This is a meal. A supper. A feast. As with any meal, it does something to us. Of course, bread is nourishing and wine is refreshing but that is not the full extent of what this meal does to us. A common meal could do that. But this is no common meal.
This is the Lord’s Supper. For the grammar nerds who like to diagram sentences, the Lord is in the possessive. This is His table, and His feast. By this meal He effects something in us. Now, like you’d want your surgeon to have steady hands, it is important to be very steady theologically precision here.
Rome teaches that by priest’s words, these common elements are transformed, and by them we partake of the physical body and blood of Christ. The priest is the one acting. He does something to the elements by his words. If he gets it wrong in some way nothing happens to us. But Scripture teaches us that these common elements are made sacred because they are a consecrated word to us from Christ. It is by His Word & Spirit that these elements speak to us an efficacious word.
Christ our Lord presides at this feast, not a priest. It is Christ’s work that is potent here, not the proper Latin phrases. Because Christ, the everlasting Word, is spiritually present in this visible word, He is able to make effectual what this meal signifies.
And what this meal signifies is the depth and width of the everlasting love of God. It signifies three principle things. First, Christ’s death and all its benefits to those who believe. Second, the renewing of covenant promises to us, namely His vow to spiritually nourish & enliven us. Lastly, the uniting of each believer not only to the Triune God, but also to each other in the sweetness of Christian fellowship.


Directions for this task —
Where does the word "dissatisfied" show up in the records? Copy every line that holds it.

Stored data —

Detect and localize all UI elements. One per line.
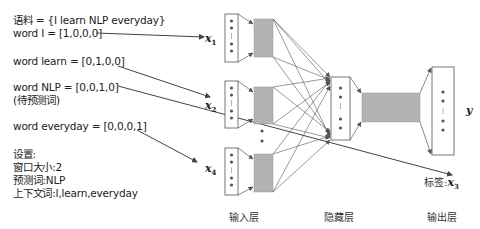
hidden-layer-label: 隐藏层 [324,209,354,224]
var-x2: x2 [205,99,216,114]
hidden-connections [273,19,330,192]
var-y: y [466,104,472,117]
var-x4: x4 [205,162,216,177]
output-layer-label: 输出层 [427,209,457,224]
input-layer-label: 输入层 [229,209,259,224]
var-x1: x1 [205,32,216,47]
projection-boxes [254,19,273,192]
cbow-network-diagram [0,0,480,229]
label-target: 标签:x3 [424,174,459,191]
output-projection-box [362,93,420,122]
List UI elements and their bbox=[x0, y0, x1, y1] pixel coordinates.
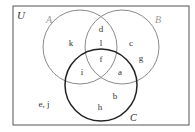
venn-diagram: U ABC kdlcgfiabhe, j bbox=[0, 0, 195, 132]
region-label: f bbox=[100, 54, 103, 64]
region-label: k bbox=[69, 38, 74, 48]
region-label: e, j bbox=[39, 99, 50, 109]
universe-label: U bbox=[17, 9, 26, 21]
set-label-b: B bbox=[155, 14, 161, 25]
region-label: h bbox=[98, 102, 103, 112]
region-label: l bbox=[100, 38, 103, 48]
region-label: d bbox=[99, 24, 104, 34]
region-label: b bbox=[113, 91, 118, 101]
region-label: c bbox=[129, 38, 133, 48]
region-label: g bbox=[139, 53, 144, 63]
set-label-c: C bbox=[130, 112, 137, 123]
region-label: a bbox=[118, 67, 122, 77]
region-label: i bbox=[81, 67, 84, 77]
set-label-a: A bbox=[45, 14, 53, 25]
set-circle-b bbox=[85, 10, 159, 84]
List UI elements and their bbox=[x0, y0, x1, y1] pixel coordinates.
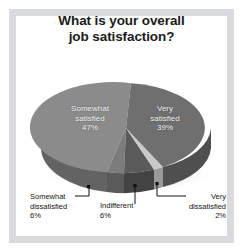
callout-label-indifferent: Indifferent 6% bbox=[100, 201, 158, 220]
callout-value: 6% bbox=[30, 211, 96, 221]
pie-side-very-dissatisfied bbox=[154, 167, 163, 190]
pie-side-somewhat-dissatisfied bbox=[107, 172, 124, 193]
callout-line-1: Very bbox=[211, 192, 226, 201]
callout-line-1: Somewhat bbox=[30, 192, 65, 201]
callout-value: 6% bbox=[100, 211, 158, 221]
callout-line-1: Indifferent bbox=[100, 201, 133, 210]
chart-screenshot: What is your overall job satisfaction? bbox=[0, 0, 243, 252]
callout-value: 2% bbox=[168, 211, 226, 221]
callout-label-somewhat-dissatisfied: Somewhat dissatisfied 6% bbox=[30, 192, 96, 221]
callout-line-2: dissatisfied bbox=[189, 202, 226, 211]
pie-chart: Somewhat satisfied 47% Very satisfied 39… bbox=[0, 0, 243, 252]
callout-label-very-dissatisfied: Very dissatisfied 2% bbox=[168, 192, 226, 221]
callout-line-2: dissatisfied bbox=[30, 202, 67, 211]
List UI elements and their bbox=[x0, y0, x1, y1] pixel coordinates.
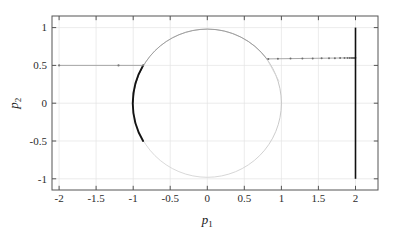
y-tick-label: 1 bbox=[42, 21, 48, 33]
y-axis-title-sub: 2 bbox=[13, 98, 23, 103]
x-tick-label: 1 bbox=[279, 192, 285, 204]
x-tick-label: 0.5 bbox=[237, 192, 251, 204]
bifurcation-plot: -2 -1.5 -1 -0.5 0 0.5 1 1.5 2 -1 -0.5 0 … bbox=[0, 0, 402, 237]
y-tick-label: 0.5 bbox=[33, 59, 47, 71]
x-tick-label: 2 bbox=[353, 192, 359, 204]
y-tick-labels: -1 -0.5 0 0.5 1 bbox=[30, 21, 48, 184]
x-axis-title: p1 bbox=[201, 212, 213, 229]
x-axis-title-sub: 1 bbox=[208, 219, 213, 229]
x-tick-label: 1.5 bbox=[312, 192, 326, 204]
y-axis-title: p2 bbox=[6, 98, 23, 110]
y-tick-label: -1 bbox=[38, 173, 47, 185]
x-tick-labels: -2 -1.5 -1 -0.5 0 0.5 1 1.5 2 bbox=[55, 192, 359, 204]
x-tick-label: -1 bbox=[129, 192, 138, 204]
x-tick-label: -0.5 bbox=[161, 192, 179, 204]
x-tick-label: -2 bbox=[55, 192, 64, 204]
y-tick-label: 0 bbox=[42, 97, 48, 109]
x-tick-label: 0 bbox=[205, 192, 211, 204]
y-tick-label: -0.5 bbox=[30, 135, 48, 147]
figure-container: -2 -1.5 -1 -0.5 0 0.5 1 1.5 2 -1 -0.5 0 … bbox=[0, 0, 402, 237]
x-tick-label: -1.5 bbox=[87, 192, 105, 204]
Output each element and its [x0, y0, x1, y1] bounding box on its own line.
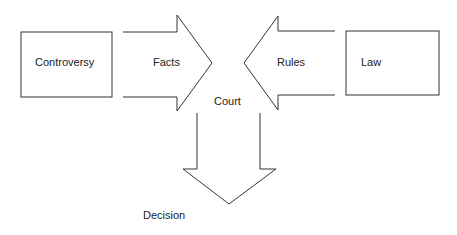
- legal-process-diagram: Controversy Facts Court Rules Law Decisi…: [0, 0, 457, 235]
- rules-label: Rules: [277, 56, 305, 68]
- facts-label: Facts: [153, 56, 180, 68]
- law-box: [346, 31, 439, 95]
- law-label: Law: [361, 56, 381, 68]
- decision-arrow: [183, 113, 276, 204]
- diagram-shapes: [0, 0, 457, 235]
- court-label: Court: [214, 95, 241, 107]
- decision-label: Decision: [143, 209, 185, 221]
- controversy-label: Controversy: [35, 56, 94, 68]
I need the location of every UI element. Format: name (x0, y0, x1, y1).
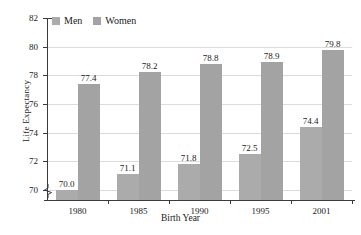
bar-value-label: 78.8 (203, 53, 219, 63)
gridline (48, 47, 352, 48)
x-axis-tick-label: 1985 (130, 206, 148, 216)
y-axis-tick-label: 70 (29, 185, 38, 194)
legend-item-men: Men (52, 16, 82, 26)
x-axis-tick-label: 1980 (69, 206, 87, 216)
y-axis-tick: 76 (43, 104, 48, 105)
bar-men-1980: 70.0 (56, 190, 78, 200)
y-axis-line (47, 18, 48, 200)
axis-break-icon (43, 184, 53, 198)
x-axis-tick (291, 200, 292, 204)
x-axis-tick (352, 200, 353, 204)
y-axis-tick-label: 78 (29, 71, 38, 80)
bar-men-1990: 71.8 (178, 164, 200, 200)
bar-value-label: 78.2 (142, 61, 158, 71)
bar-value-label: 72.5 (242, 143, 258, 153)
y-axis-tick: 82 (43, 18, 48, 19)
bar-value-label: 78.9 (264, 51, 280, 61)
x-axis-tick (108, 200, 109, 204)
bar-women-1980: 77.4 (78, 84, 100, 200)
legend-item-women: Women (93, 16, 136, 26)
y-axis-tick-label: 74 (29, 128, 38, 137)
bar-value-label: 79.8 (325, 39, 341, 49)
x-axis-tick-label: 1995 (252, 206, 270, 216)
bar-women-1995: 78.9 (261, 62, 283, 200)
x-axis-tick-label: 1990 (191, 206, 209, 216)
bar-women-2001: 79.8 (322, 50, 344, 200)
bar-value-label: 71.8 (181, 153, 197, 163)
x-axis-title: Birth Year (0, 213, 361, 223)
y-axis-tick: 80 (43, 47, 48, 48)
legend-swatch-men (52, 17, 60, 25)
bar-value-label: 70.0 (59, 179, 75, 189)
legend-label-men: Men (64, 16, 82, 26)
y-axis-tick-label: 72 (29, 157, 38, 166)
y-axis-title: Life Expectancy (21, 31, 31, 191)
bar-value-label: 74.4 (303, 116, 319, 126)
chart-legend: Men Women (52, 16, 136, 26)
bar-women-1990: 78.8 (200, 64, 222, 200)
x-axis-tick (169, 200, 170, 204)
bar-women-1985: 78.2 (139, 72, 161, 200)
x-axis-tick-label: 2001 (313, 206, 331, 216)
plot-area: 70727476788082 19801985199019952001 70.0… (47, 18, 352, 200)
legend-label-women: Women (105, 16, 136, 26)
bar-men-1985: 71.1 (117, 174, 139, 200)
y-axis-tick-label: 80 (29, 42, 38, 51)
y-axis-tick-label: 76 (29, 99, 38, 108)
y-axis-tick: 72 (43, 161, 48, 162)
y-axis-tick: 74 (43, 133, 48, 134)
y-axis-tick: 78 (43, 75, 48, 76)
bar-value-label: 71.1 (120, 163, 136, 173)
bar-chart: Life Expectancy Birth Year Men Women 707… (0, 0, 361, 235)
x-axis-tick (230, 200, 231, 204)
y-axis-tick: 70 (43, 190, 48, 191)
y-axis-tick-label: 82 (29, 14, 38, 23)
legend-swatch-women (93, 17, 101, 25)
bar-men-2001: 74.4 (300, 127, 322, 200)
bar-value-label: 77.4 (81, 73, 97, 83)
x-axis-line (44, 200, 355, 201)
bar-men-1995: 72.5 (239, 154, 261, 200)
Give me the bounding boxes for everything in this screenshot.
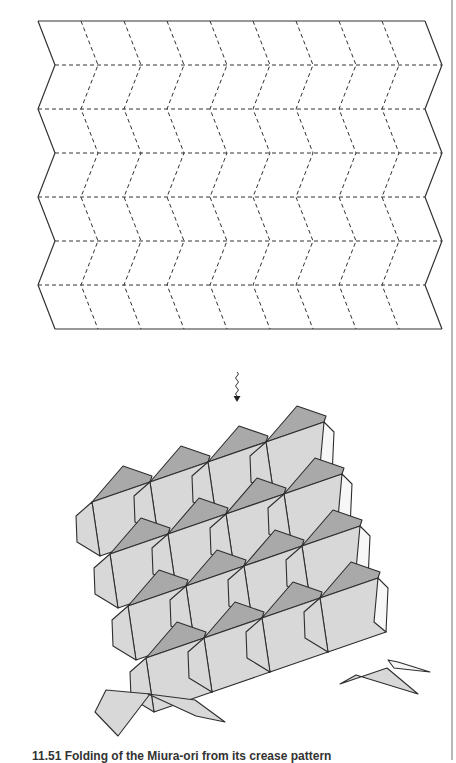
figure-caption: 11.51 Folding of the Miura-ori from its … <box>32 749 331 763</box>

Reply to the task —
pie-side-very-dissatisfied bbox=[154, 167, 163, 190]
pie-side-somewhat-dissatisfied bbox=[107, 172, 124, 193]
callout-label-somewhat-dissatisfied: Somewhat dissatisfied 6% bbox=[30, 192, 96, 221]
callout-line-2: dissatisfied bbox=[189, 202, 226, 211]
callout-label-very-dissatisfied: Very dissatisfied 2% bbox=[168, 192, 226, 221]
callout-line-2: dissatisfied bbox=[30, 202, 67, 211]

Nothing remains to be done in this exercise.